My suggestion is to visit a modern art museum in a larger city and you'll see this kind of "easy bullshit art as a statement" doesn't really exist.

https://www.tate.org.uk https://www.hauserwirth.com https://www.moma.org https://www.davidzwirner.com https://gagosian.com

I have visited modern art museums. I have seen similar "low effort" pieces among a wide catalogue of high effort ones. It is evident that real artists are very prolific and are not lazy or anything like that, that was not implying that, I don't even think of it as bullshit.

My example was more about how the appearance of effort is not necessary for the viewer. Many people can look at abstract paintings and say "this is bullshit, my kid could do that!", and yet many people can also look at it and recognize beauty, and it's not because the latter group sees the piece as more effort, they're just able to parse the language of the piece better (imo).

Those are the old school NFTs, the AI tools are for the skillfull kind of art.
That view of art ended over a century ago with the modernist (mediocrist) movements.

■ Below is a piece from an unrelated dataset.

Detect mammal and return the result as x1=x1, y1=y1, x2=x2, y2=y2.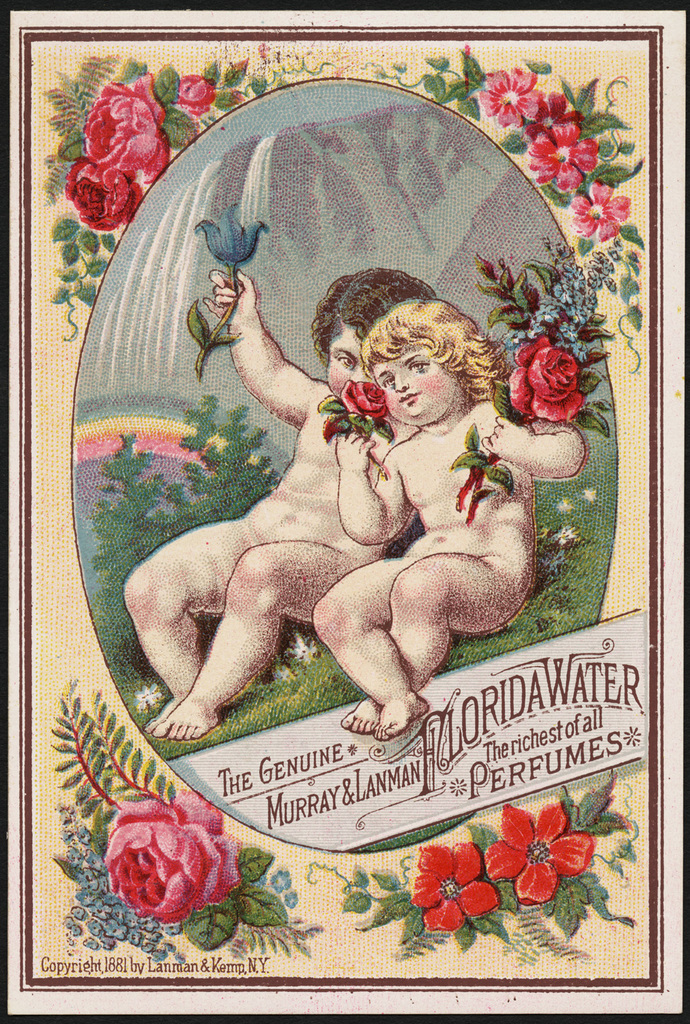
x1=306, y1=293, x2=592, y2=742.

Nowadays art is whatever one wants it to be (or not to be). It's just a word people use to enhance the social perception of whatever manmade creation they like.

> the difficulty is the point

Ok, so what does the next level of "difficult" look like?

It's an interesting question, because AI breaks the intuitiveness of this dramatically.

You can look at say, https://en.wikipedia.org/wiki/The_Wedding_at_Cana and quickly get that yup, this took a whole lot of time and effort.

But AI has nothing like that. Some things that look like an awful lot of work it spits out with ease, some things that sound simple can take a whole lot of fiddling.

Like the other day I was playing with DALLE3, and for whatever reason it didn't want to place things on a table.

In the same way that using a limited medium like some oil paints, paintbrushes, and canvas to create images = the art of painting, there will become the art of hacking / abusing / advanced prompt engineering / pushing AI to do things that are close to or at its limits of capabilities.

A: Oh so your LLM generated an image of a spaceship cockpit, so what?

B: So what? This LLM was trained on nothing but tax records from 1929!

A: :o amazing!

So AI artists do not necessarily equal 'creatives who render images using AI tooling', they may instead be 'creatives who tease out novel outputs from AIs' or something like that.

Then again, this is suspiciously close to a 'what is art' conversation, so i'll stop here.

> B: So what? This LLM was trained on nothing but tax records from 1929!

I recon a sufficiently advanced AI could learn enough to do that from only that training data and some appropriate prompting.

Right now, I'd guess engineering and growing custom life forms, like The Thought Emporium is doing. Not sure how long that will last for.